Shock and grief and anger combine to put me into zombie mode. I’m taking a step at a time and it’s hard to see beyond today.
Years ago, I was executrix and sole beneficiary of my great aunt’s estate. That was pretty easy. This is much more of a maze and I do, indeed, feel like I’m bumping around in the dark much of the time.
Nonetheless…I’m a brick wall on certain issues of protecting my sister.
When We Were a Whole Family
The last couple of weeks I’ve spent a lot of time going through Maggie’s (Meg’s) photos and talking about our family before Mother and brother John died in 2003–and now Meg. It’s a sad/happy experience.
I’m amazed at how many photos of my gorgeous mother show her with a cigarette in hand. Basically, if she wasn’t holding a baby, she was smoking.
In Meg’s photos there also was a shot of a Williamson family reunion, held in Brown County, down in southern Indiana. It appears to be taken in the very early 1960s.
A number of the adults in that picture are holding cigarettes. One of those family traditions, I guess.
The “Little” Apple Tree
Deep in a pile of memorabilia, I found a wonderful letter my grandfather, Burr Williamson, sent to Meg when she was about 10.
He told her that he’d heard she was interested in apple trees. Well, he was sending her a “little apple tree” of her own to plant in the yard. He explained in detail that the tree would arrive when the weather was warm enough, told her how to plant and care for it, how fast it would grow and what it would look like. He also said it would have little white flowers in the spring. Attached to the letter was a clipping from the nursery catalog of “Meg’s little apple tree.”
What a wonderful man–we were fortunate. I remember when that tree grew its first apples–Meg was ecstatic!
On my grandparent’s 50th wedding anniversary, not having much money, I wracked my brain for a gift that would be meaningful and affordable. I got them a flowering crab.
We took the tree to their house and planted in the spot of their choice, which was right outside Pap-pa’s bedroom windows. Every year they called to tell me when it bloomed. My grandfather looked out the window at its blossoms from his bed, during his final illness. I’m so glad.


— TASK STATEMENT —
Return each line below exactly as it reads, and omit any image in it.
* * * * * * * * *
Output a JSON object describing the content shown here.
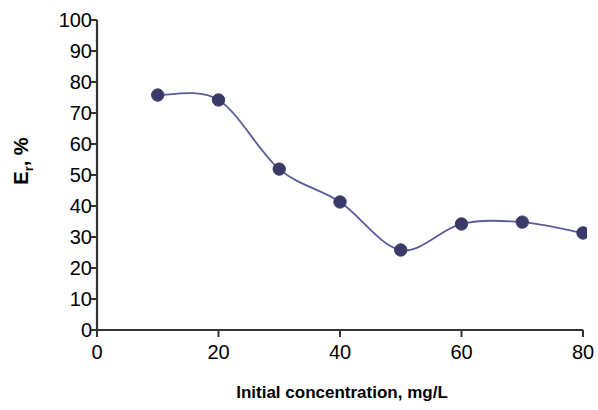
{
  "chart_data": {
    "type": "line",
    "title": "",
    "subtitle": "",
    "xlabel": "Initial concentration, mg/L",
    "ylabel": "E r , %",
    "ylabel_main": "E",
    "ylabel_sub": "r",
    "ylabel_tail": ", %",
    "x": [
      10,
      20,
      30,
      40,
      50,
      60,
      70,
      80
    ],
    "values": [
      75.8,
      74.2,
      51.9,
      41.3,
      25.8,
      34.2,
      34.8,
      31.3
    ],
    "series": [
      {
        "name": "Er",
        "values": [
          75.8,
          74.2,
          51.9,
          41.3,
          25.8,
          34.2,
          34.8,
          31.3
        ]
      }
    ],
    "xlim": [
      0,
      80
    ],
    "ylim": [
      0,
      100
    ],
    "xticks": [
      0,
      20,
      40,
      60,
      80
    ],
    "yticks": [
      0,
      10,
      20,
      30,
      40,
      50,
      60,
      70,
      80,
      90,
      100
    ],
    "xtick_labels": [
      "0",
      "20",
      "40",
      "60",
      "80"
    ],
    "ytick_labels": [
      "0",
      "10",
      "20",
      "30",
      "40",
      "50",
      "60",
      "70",
      "80",
      "90",
      "100"
    ],
    "grid": false,
    "legend": false,
    "legend_position": "none",
    "marker": "circle",
    "marker_color": "#3a3a68",
    "line_color": "#5a5a9a",
    "axis_color": "#333333",
    "background": "#ffffff"
  }
}
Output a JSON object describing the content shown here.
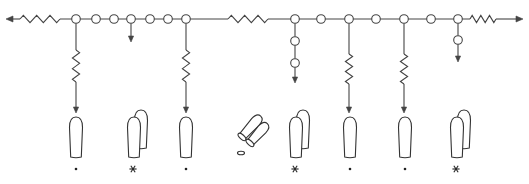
{
  "diagram": {
    "type": "schematic-network",
    "main_line": {
      "y": 19,
      "x_start": 6,
      "x_end": 523,
      "left_arrow": true,
      "right_arrow": true
    },
    "resistors_on_main": [
      {
        "id": "r-left",
        "x1": 20,
        "x2": 60
      },
      {
        "id": "r-middle",
        "x1": 228,
        "x2": 268
      },
      {
        "id": "r-right",
        "x1": 470,
        "x2": 496
      }
    ],
    "main_nodes": [
      76,
      96,
      114,
      131,
      150,
      168,
      186,
      295,
      321,
      349,
      376,
      404,
      431,
      458
    ],
    "branches": [
      {
        "id": "branch-1",
        "x": 76,
        "resistor": [
          50,
          82
        ],
        "extra_nodes": [],
        "arrow_end": 113
      },
      {
        "id": "branch-2",
        "x": 131,
        "resistor": null,
        "extra_nodes": [],
        "arrow_end": 42
      },
      {
        "id": "branch-3",
        "x": 186,
        "resistor": [
          50,
          82
        ],
        "extra_nodes": [],
        "arrow_end": 113
      },
      {
        "id": "branch-4",
        "x": 295,
        "resistor": null,
        "extra_nodes": [
          41,
          63
        ],
        "arrow_end": 83
      },
      {
        "id": "branch-5",
        "x": 349,
        "resistor": [
          54,
          84
        ],
        "extra_nodes": [],
        "arrow_end": 113
      },
      {
        "id": "branch-6",
        "x": 404,
        "resistor": [
          54,
          84
        ],
        "extra_nodes": [],
        "arrow_end": 113
      },
      {
        "id": "branch-7",
        "x": 458,
        "resistor": null,
        "extra_nodes": [
          40
        ],
        "arrow_end": 62
      }
    ],
    "items": [
      {
        "id": "item-1",
        "kind": "single",
        "x": 76,
        "marker": "dot"
      },
      {
        "id": "item-2",
        "kind": "double",
        "x": 134,
        "marker": "star"
      },
      {
        "id": "item-3",
        "kind": "single",
        "x": 186,
        "marker": "dot"
      },
      {
        "id": "item-4",
        "kind": "tilted-pair",
        "x": 250,
        "marker": "small-oval"
      },
      {
        "id": "item-5",
        "kind": "double",
        "x": 296,
        "marker": "star"
      },
      {
        "id": "item-6",
        "kind": "single",
        "x": 350,
        "marker": "dot"
      },
      {
        "id": "item-7",
        "kind": "single",
        "x": 405,
        "marker": "dot"
      },
      {
        "id": "item-8",
        "kind": "double",
        "x": 457,
        "marker": "star"
      }
    ],
    "marker_y": 169,
    "colors": {
      "line": "#444444",
      "fill": "#ffffff",
      "marker": "#222222"
    }
  }
}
* * * * * * * * *
— SOLUTION TO THE PROBLEM —
Output a JSON object describing the content shown here.
{
  "chart_data": {
    "type": "line",
    "title": "",
    "subtitle": "",
    "xlabel": "Initial concentration, mg/L",
    "ylabel": "E r , %",
    "ylabel_main": "E",
    "ylabel_sub": "r",
    "ylabel_tail": ", %",
    "x": [
      10,
      20,
      30,
      40,
      50,
      60,
      70,
      80
    ],
    "values": [
      75.8,
      74.2,
      51.9,
      41.3,
      25.8,
      34.2,
      34.8,
      31.3
    ],
    "series": [
      {
        "name": "Er",
        "values": [
          75.8,
          74.2,
          51.9,
          41.3,
          25.8,
          34.2,
          34.8,
          31.3
        ]
      }
    ],
    "xlim": [
      0,
      80
    ],
    "ylim": [
      0,
      100
    ],
    "xticks": [
      0,
      20,
      40,
      60,
      80
    ],
    "yticks": [
      0,
      10,
      20,
      30,
      40,
      50,
      60,
      70,
      80,
      90,
      100
    ],
    "xtick_labels": [
      "0",
      "20",
      "40",
      "60",
      "80"
    ],
    "ytick_labels": [
      "0",
      "10",
      "20",
      "30",
      "40",
      "50",
      "60",
      "70",
      "80",
      "90",
      "100"
    ],
    "grid": false,
    "legend": false,
    "legend_position": "none",
    "marker": "circle",
    "marker_color": "#3a3a68",
    "line_color": "#5a5a9a",
    "axis_color": "#333333",
    "background": "#ffffff"
  }
}
Output a JSON object describing the content shown here.
{
  "diagram": {
    "type": "schematic-network",
    "main_line": {
      "y": 19,
      "x_start": 6,
      "x_end": 523,
      "left_arrow": true,
      "right_arrow": true
    },
    "resistors_on_main": [
      {
        "id": "r-left",
        "x1": 20,
        "x2": 60
      },
      {
        "id": "r-middle",
        "x1": 228,
        "x2": 268
      },
      {
        "id": "r-right",
        "x1": 470,
        "x2": 496
      }
    ],
    "main_nodes": [
      76,
      96,
      114,
      131,
      150,
      168,
      186,
      295,
      321,
      349,
      376,
      404,
      431,
      458
    ],
    "branches": [
      {
        "id": "branch-1",
        "x": 76,
        "resistor": [
          50,
          82
        ],
        "extra_nodes": [],
        "arrow_end": 113
      },
      {
        "id": "branch-2",
        "x": 131,
        "resistor": null,
        "extra_nodes": [],
        "arrow_end": 42
      },
      {
        "id": "branch-3",
        "x": 186,
        "resistor": [
          50,
          82
        ],
        "extra_nodes": [],
        "arrow_end": 113
      },
      {
        "id": "branch-4",
        "x": 295,
        "resistor": null,
        "extra_nodes": [
          41,
          63
        ],
        "arrow_end": 83
      },
      {
        "id": "branch-5",
        "x": 349,
        "resistor": [
          54,
          84
        ],
        "extra_nodes": [],
        "arrow_end": 113
      },
      {
        "id": "branch-6",
        "x": 404,
        "resistor": [
          54,
          84
        ],
        "extra_nodes": [],
        "arrow_end": 113
      },
      {
        "id": "branch-7",
        "x": 458,
        "resistor": null,
        "extra_nodes": [
          40
        ],
        "arrow_end": 62
      }
    ],
    "items": [
      {
        "id": "item-1",
        "kind": "single",
        "x": 76,
        "marker": "dot"
      },
      {
        "id": "item-2",
        "kind": "double",
        "x": 134,
        "marker": "star"
      },
      {
        "id": "item-3",
        "kind": "single",
        "x": 186,
        "marker": "dot"
      },
      {
        "id": "item-4",
        "kind": "tilted-pair",
        "x": 250,
        "marker": "small-oval"
      },
      {
        "id": "item-5",
        "kind": "double",
        "x": 296,
        "marker": "star"
      },
      {
        "id": "item-6",
        "kind": "single",
        "x": 350,
        "marker": "dot"
      },
      {
        "id": "item-7",
        "kind": "single",
        "x": 405,
        "marker": "dot"
      },
      {
        "id": "item-8",
        "kind": "double",
        "x": 457,
        "marker": "star"
      }
    ],
    "marker_y": 169,
    "colors": {
      "line": "#444444",
      "fill": "#ffffff",
      "marker": "#222222"
    }
  }
}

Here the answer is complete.